Big History: The Big Bang, Life on Earth, and the Rise of Humanity

(John Hannent) #1

The 20th Century .............................................................................


LECTURE


Nineteenth-century military innovations ensured that World War I
would be particularly bloody. New weapons included machine guns,
tanks, airplanes, and chemical weapons such as mustard gas, which
could effectively burn out the internal organs of its victims.

N


ow, after 13 billion years, we enter the era of our own lifetimes! After
1900, the pace of change accelerated and the Modern Revolution
began to transform societies throughout the world. A fourth, ¿ fth,
and sixth wave of change shaped the history of the 20th century. The fourth
wave began in the late 19th century and continued into the early 20th century. It
began to transform regions well beyond the new Atlantic core region. Russia
and Japan both underwent revolutionary transformations and became major
industrial and military superpowers. Then there was a slowdown for much
of the ¿ rst half of the 20th century as the engine of growth seemed to stall
in an era of global wars and global depression. The vast casualties of these
wars provided a gruesome demonstration of the increasing “productivity” of
modern weapons. This violent era culminated in the Nazi Holocaust and the
dropping of the ¿ rst nuclear weapons.


A ¿ fth wave of innovation began after the Second World War and ran until
the last decade of the century. It launched the most sustained era of global
economic growth ever known—growth built partly on wartime innovations.
Atomic power, rocket technology, and the electronic transistor were
developed. Some multinational corporations, such as oil companies, became
as powerful as medium-sized states. From the 1920s until 1990, the world
was divided into capitalist and communist regions, each of which sought
to inÀ uence the rest of the world (the “third world”). Communist countries
included highly industrialized societies in Eastern Europe, Russia, and (after
1949) China, which preserved many elements of tributary societies. Though
their elites actively encouraged industrial growth, they rejected commercial
activity and relied largely on the power of the state to engineer growth.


In the material below, find each line with the word "frame" and list it.

RECORD EXCERPTS ::
####################

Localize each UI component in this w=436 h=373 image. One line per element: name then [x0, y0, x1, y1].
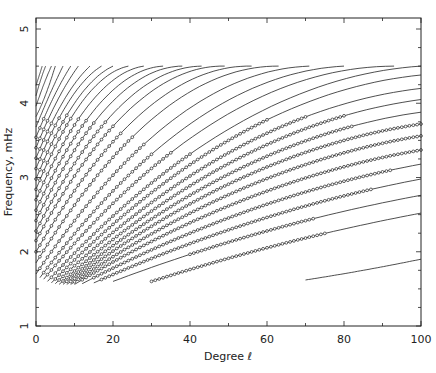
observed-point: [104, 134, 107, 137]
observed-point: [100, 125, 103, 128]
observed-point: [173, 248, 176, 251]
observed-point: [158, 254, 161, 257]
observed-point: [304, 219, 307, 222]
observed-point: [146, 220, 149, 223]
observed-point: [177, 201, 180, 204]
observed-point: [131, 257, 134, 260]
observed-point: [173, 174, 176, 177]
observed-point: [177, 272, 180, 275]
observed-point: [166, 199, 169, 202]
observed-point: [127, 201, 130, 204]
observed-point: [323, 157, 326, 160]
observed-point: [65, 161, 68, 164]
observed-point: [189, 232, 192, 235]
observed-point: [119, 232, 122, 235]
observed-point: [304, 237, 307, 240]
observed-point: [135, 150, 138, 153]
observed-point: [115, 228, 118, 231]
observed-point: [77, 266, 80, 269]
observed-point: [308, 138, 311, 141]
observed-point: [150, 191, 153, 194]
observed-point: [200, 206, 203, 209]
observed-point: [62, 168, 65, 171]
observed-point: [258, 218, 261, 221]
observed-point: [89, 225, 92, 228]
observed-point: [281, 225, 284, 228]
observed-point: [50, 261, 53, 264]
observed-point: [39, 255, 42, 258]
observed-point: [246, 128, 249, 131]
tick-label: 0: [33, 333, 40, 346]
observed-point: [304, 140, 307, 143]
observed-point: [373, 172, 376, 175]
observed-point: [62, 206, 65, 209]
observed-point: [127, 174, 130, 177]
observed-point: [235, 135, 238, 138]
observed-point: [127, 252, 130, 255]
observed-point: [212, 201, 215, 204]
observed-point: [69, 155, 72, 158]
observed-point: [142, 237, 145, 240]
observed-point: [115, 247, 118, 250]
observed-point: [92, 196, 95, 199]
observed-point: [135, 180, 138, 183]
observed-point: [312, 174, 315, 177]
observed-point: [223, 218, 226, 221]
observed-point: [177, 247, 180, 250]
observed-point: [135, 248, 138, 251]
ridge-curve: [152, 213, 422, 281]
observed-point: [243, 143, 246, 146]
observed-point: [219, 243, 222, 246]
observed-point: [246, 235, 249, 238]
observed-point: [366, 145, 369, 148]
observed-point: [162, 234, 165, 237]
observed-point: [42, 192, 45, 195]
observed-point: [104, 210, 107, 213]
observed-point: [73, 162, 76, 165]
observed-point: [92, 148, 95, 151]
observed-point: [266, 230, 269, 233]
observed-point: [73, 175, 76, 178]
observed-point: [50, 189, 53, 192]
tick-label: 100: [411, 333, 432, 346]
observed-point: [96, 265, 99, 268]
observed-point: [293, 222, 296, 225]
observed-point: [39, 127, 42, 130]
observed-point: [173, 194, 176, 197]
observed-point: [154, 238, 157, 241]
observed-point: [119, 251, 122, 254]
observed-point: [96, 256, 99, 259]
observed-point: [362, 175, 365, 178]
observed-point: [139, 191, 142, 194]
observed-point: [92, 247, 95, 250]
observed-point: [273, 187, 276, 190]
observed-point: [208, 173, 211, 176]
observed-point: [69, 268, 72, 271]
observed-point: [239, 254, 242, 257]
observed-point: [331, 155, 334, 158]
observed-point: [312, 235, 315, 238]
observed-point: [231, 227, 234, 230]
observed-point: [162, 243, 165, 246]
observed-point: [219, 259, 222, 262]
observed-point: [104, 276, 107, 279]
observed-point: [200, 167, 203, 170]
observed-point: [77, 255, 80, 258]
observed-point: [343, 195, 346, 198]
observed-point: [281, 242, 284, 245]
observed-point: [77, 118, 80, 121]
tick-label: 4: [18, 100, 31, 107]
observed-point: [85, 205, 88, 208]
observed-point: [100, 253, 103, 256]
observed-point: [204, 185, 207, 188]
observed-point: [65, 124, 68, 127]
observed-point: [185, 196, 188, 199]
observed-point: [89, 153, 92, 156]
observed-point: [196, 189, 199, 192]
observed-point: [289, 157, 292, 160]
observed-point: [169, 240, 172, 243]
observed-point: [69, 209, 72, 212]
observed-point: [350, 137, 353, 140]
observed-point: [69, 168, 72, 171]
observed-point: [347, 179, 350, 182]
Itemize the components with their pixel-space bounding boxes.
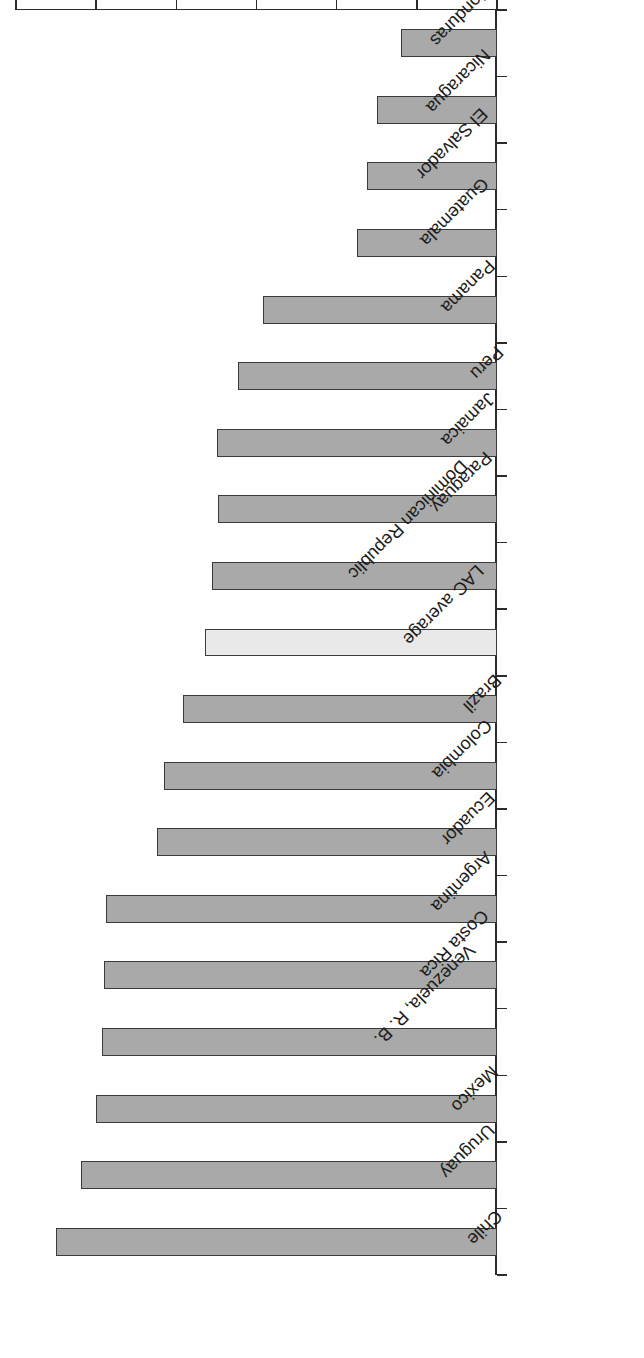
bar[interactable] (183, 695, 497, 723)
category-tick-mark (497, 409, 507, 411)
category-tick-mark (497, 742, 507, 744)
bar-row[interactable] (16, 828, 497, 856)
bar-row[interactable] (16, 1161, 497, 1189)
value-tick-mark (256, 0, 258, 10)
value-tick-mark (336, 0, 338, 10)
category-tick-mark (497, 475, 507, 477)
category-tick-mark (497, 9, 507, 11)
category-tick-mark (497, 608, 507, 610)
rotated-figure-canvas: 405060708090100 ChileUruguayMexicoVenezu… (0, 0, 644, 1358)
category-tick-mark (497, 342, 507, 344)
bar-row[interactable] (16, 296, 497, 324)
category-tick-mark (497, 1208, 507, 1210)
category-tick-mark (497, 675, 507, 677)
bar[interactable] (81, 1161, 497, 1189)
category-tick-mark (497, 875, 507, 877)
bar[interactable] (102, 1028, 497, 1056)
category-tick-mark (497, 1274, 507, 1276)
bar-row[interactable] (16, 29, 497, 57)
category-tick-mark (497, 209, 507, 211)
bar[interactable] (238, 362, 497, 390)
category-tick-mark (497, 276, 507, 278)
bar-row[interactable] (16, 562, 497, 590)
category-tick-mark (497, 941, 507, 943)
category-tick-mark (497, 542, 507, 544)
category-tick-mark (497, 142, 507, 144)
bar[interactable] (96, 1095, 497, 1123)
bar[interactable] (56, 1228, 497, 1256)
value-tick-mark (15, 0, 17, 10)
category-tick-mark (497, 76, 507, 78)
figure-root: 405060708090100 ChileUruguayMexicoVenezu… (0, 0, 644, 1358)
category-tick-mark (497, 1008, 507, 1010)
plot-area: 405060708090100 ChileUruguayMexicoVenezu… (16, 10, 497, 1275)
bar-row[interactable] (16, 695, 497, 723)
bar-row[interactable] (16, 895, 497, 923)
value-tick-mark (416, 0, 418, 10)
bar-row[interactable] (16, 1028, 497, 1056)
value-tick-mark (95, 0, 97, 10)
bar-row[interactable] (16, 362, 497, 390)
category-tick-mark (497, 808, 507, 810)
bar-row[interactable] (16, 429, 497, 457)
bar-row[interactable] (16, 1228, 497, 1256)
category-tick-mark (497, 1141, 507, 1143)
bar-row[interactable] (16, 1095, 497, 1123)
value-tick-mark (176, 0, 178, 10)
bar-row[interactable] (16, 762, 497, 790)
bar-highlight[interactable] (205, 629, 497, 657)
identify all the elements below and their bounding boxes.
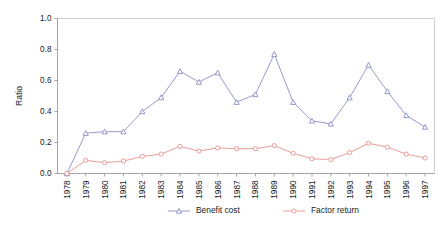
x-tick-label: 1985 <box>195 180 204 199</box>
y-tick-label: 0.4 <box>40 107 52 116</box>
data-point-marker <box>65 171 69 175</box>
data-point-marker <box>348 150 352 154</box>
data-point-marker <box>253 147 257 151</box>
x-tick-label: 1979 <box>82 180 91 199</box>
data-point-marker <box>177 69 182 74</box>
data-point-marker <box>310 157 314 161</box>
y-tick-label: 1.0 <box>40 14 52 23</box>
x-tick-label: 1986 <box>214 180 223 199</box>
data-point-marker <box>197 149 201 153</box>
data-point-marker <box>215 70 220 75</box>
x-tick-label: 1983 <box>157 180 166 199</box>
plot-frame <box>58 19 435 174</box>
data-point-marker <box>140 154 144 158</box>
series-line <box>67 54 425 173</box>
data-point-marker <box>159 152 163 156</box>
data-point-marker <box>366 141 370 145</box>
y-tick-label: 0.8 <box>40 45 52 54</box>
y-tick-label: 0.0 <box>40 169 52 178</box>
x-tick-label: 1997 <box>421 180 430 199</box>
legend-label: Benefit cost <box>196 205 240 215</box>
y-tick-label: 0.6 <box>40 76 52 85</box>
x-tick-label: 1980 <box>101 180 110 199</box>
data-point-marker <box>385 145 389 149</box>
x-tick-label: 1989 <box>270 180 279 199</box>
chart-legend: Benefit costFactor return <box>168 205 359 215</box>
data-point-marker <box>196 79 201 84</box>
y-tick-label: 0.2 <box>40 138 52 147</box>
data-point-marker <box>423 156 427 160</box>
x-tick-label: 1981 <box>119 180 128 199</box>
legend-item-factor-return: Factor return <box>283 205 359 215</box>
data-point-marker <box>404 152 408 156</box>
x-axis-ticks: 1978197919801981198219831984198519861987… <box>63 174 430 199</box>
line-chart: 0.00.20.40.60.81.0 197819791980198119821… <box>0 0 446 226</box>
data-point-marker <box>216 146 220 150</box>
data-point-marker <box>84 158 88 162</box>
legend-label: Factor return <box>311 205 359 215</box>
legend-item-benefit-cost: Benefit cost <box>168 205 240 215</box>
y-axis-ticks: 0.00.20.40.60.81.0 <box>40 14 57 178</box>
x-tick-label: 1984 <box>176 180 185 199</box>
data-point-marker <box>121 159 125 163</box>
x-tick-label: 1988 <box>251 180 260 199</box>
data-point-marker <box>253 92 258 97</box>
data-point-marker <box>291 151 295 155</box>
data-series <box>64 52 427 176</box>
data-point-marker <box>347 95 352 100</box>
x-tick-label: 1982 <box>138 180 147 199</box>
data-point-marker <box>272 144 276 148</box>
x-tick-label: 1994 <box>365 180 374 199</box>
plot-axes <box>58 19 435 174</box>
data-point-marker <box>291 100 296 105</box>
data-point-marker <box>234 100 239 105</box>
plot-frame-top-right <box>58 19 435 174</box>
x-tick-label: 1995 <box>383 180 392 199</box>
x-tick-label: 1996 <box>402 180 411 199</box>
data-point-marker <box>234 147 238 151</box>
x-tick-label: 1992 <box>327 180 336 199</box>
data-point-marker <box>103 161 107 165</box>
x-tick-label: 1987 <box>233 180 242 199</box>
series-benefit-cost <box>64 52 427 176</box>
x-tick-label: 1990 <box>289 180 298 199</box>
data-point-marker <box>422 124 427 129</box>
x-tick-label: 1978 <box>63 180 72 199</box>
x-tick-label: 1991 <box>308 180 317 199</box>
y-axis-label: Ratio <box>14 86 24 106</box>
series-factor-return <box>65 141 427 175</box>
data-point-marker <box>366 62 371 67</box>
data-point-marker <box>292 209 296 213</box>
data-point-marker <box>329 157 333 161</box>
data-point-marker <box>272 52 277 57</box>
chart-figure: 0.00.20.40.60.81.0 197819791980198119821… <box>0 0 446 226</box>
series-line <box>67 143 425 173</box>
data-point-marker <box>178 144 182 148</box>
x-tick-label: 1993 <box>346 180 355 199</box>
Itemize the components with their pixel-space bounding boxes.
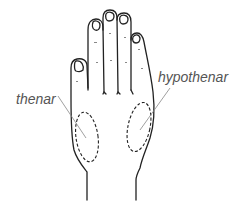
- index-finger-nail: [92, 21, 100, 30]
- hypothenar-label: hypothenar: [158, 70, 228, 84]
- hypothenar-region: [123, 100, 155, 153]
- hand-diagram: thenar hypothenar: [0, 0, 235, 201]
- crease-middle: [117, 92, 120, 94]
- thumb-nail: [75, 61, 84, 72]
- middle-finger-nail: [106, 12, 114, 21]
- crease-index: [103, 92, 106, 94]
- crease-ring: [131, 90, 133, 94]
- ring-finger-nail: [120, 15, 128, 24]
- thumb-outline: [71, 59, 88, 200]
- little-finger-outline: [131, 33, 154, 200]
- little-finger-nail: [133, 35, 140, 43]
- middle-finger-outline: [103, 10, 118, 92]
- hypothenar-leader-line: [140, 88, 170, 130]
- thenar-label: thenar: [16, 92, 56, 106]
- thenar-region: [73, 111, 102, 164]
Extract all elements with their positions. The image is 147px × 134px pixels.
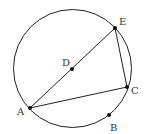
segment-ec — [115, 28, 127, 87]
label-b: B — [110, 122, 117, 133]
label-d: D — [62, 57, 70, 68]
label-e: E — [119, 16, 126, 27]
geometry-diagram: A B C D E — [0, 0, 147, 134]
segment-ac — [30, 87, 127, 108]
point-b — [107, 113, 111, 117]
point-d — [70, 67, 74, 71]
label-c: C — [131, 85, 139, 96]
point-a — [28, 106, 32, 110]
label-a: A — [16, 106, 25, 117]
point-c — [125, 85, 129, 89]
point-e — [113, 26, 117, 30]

####################

ANSWER AREA ::
plot-frame <box>58 19 435 174</box>
plot-frame-top-right <box>58 19 435 174</box>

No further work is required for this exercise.